Socially speaking, according to the standards of those around her, he had done nothing which she could very severely blame. A woman he had dearly loved had come to him for protection, and he had not driven her away. That was the social value of what he had done. The moral view of it all was individual with herself. Society gave her no right to treat him rudely because she disapproved of his past life. For the rest, she had liked him in former times, and she believed that there was much more good in him than at first appeared.
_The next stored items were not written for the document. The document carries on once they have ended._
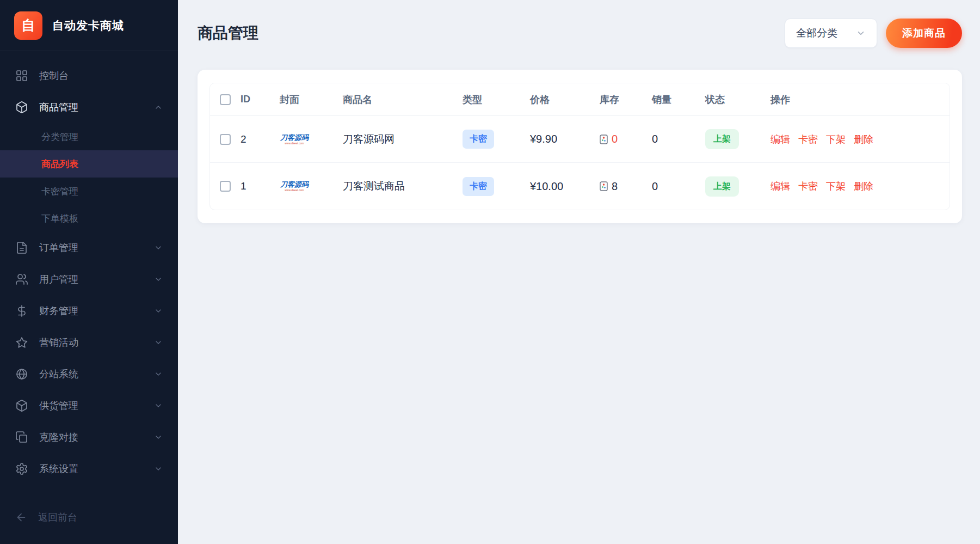 The image size is (980, 544). What do you see at coordinates (89, 437) in the screenshot?
I see `sidebar-item-clone: 克隆对接` at bounding box center [89, 437].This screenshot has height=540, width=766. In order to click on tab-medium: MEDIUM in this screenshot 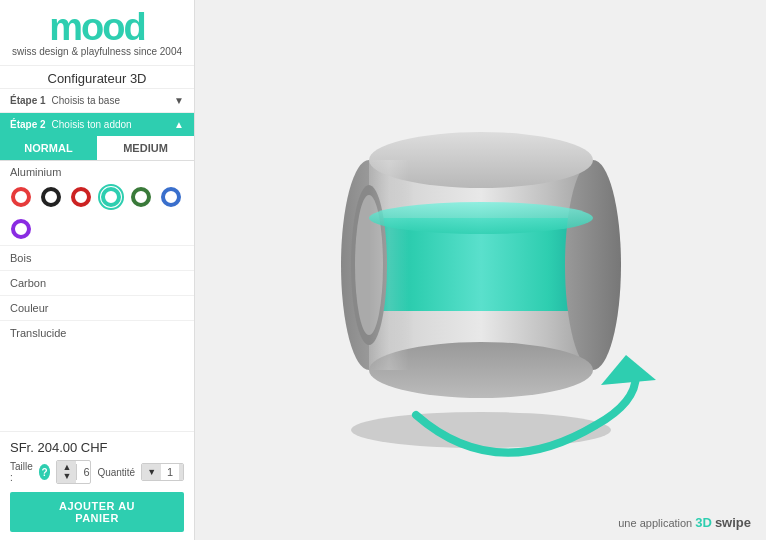, I will do `click(146, 148)`.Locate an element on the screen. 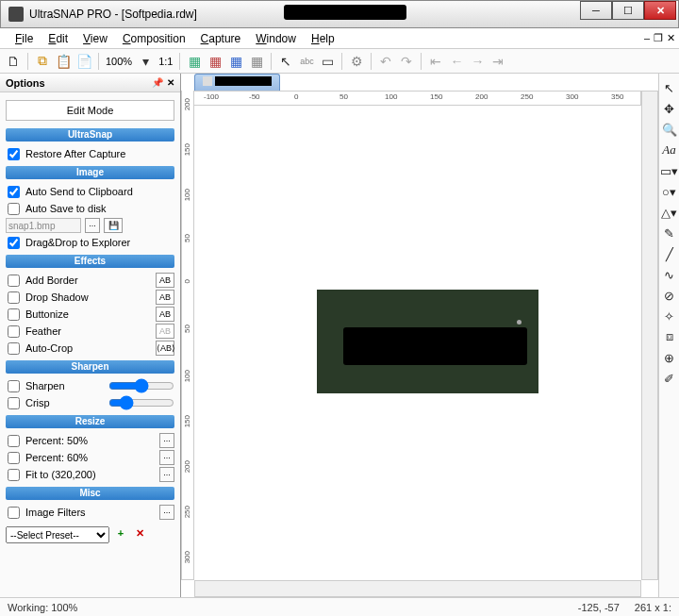 Image resolution: width=679 pixels, height=616 pixels. crisp-slider is located at coordinates (141, 403).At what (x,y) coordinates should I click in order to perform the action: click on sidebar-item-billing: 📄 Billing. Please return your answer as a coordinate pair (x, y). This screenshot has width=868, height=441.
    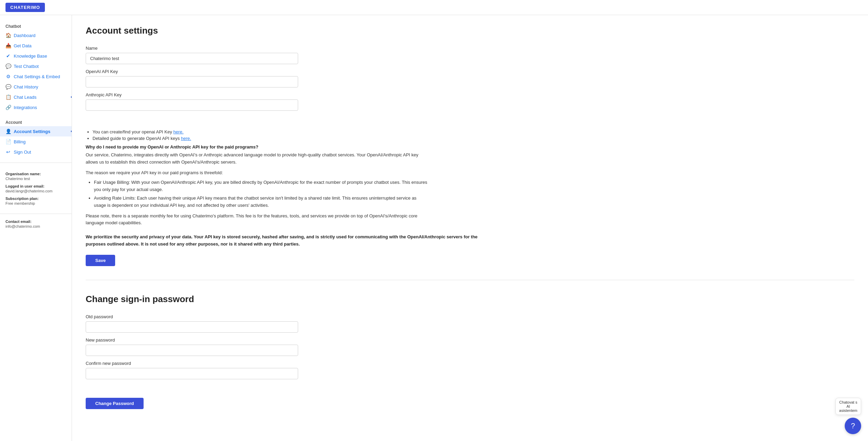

She was almost glad that he had disturbed her solitude just then, for a nervous sense of loneliness was creeping upon her; and though there had been nothing to prevent her from rising and going away, she had felt that something was holding her in her seat, a shadowy something that was oppressive and not natural, that descended upon her out of the gloomy heights, and that rose around her from the secret depths below, where the great dead lay side by side in their leaden coffins.
”Sit down,” she repeated, as Griggs came round the bench.
He sat down beside her. There was a little distance between them, and he sat rather stiffly, holding his hat on his knees.
”I should apologize for disturbing you,” he began. ”I have been twice to your house to-day, but you were out. What I wish to speak of is rather urgent. I heard that you might be here, and so I came.”
”Yes,” she said, and waited for him to say more.
”What is it?” she asked presently, as he did not speak at once.
”It is about Dalrymple--about Lord Redin,” he said at last. ”You used to know him. Do you ever see him now?”
Francesca looked at him with a little surprise, but she answered quietly, as though the question were quite a natural one.
”He was here five minutes ago. Yes, I often see him.”
”Would you do him a service?” asked Griggs, in his calm and indifferent tone.
He was forcing himself to do what was plainly his duty, but he was utterly incapable of taking any interest in the matter. Francesca hesitated before she answered. An hour earlier she would have a.s.sented readily enough, but now the idea of doing anything which could tend to bring her into closer relations with Lord Redin was disagreeable.
”I do not think you will refuse,” said Griggs, as she did not speak.
”His life is in danger.”
She turned quickly and scrutinized the expressionless features. In the glow of the sunset the church was quite light. The total unconcern of the man's manner contrasted strangely with the importance of what he said. Francesca felt that something must be wrong.
”You say that very coolly,” she observed, and her tone showed that she was incredulous.
”And you do not believe me,” answered Griggs, quite unmoved. ”It is natural, I suppose. I will try to explain.”